3
votes

I'm very new to OpenGL, GLSL and WebGL. I'm trying to get this sample code to work in a tool like http://shdr.bkcore.com/ but I can't get it to work.

Vertex Shader:

void main()
{ 
    gl_Position = gl_ModelViewProjectionMatrix * gl_Vertex;
    gl_TexCoord[0] = gl_MultiTexCoord0;
}

Fragment Shader:

precision highp float;
uniform float time;
uniform vec2 resolution;
varying vec3 fPosition;
varying vec3 fNormal;

uniform sampler2D tex0;

void main()
{
  float border = 0.01;
  float circle_radius = 0.5;
  vec4 circle_color = vec4(1.0, 1.0, 1.0, 1.0);
  vec2 circle_center = vec2(0.5, 0.5);

  vec2 uv = gl_TexCoord[0].xy;
  vec4 bkg_color = texture2D(tex0,uv * vec2(1.0, -1.0));

  // Offset uv with the center of the circle.
  uv -= circle_center;
  float dist = sqrt(dot(uv, uv));

  if ( (dist > (circle_radius+border)) || (dist < (circle_radius-border)) )
gl_FragColor = bkg_color;
else
gl_FragColor = circle_color;
}

I figured that this code must be from an outdated version of the language, so I changed the vertex shader to:

precision highp float;
attribute vec2 position;
attribute vec3 normal;

varying vec2 TextCoord;
attribute vec2 textCoord;

uniform mat3 normalMatrix;
uniform mat4 modelViewMatrix;
uniform mat4 projectionMatrix;
varying vec3 fNormal;
varying vec3 fPosition;

void main()
{

  gl_Position = vec4(position, 0.0, 1.0);
  TextCoord = vec2(textCoord);
}

That seemed to fix the error messages about undeclared identifiers and not being able to "convert from 'float' to highp 4-component something-or-other", but I have no idea if, functionally, this will do the same thing as the original intended.

Also, when I convert to this version of the Vertex Shader I have no idea what I'm supposed to do with this line in the Fragment Shader:

vec2 uv = gl_TexCoord[0].xy;

How do I convert this line to fit in with the converted vertex shader and how can I be sure that the vertex shader is even converted correctly?

1
I think gl_TexCoord is not supported in web shaders, I also tried Glsl Sandbox and Shader Toy and gl_TexCoord line gave error.Berke Cagkan Toptas
Include in that list gl_ModelViewProjectionMatrix, gl_Vertex, and gl_MultiTexCoord0. All of those are old out of data OpenGL things that don't exist in OpenGL ES or WebGL. Basically there was the original OpenGL without shaders. When shaders were added they kind of tried to mix shaders with the old stuff and many of those gl_XXX variables are accessing the old stuff. When OpenGL ES came along they got rid of all the old stuff. Now everything is 100% up to the user. You decide on the data, that names, everything. See (webglfundamentals.org)?gman
It's also not clear even if you fixed the code that it would work on any of those sites. It's doing work with textures. AFAICT Shrd Editor and glsl sandbox don't support textures. Shader toy allows some but the shader above doesn't appear to be designed for the shader toy uses shaders. Using just a different color for texture it looks like this.gman

1 Answers

0
votes

gl_TexCoord is from desktop OpenGL, and not part of OpenGL ES. You'll need to create a new user-defined vec2 varying to hold the coordinate value.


Select from the data all lines with the word "label".

* [Record extracts]
————

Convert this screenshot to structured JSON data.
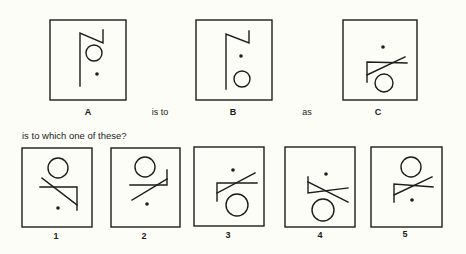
{
  "question": {
    "connector_is_to": "is to",
    "connector_as": "as",
    "prompt": "is to which one of these?"
  },
  "colors": {
    "background": "#fdfdf7",
    "ink": "#1c1c1c"
  },
  "analogy": [
    {
      "label": "A",
      "box": [
        50,
        20,
        76,
        80
      ],
      "shape": "vertical line with diagonal then short upward stroke (Z-hook)",
      "circle": [
        94,
        53,
        8
      ],
      "dot": [
        97,
        74
      ]
    },
    {
      "label": "B",
      "box": [
        196,
        20,
        76,
        80
      ],
      "shape": "same hook as A",
      "circle": [
        242,
        79,
        8
      ],
      "dot": [
        241,
        56
      ]
    },
    {
      "label": "C",
      "box": [
        343,
        20,
        74,
        80
      ],
      "shape": "short vertical, horizontal bar and crossing diagonal",
      "circle": [
        384,
        83,
        9
      ],
      "dot": [
        383,
        47
      ]
    }
  ],
  "options": [
    {
      "label": "1",
      "box": [
        22,
        148,
        70,
        79
      ],
      "circle": [
        58,
        168,
        10
      ],
      "dot": [
        58,
        208
      ]
    },
    {
      "label": "2",
      "box": [
        111,
        148,
        69,
        79
      ],
      "circle": [
        145,
        167,
        10
      ],
      "dot": [
        147,
        204
      ]
    },
    {
      "label": "3",
      "box": [
        194,
        147,
        70,
        79
      ],
      "circle": [
        237,
        205,
        11
      ],
      "dot": [
        233,
        170
      ]
    },
    {
      "label": "4",
      "box": [
        285,
        147,
        70,
        80
      ],
      "circle": [
        323,
        210,
        11
      ],
      "dot": [
        326,
        174
      ]
    },
    {
      "label": "5",
      "box": [
        371,
        147,
        71,
        80
      ],
      "circle": [
        411,
        167,
        10
      ],
      "dot": [
        412,
        200
      ]
    }
  ]
}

————

* [Exercise result]
      "label": "A",
      "label": "B",
      "label": "C",
      "label": "1",
      "label": "2",
      "label": "3",
      "label": "4",
      "label": "5",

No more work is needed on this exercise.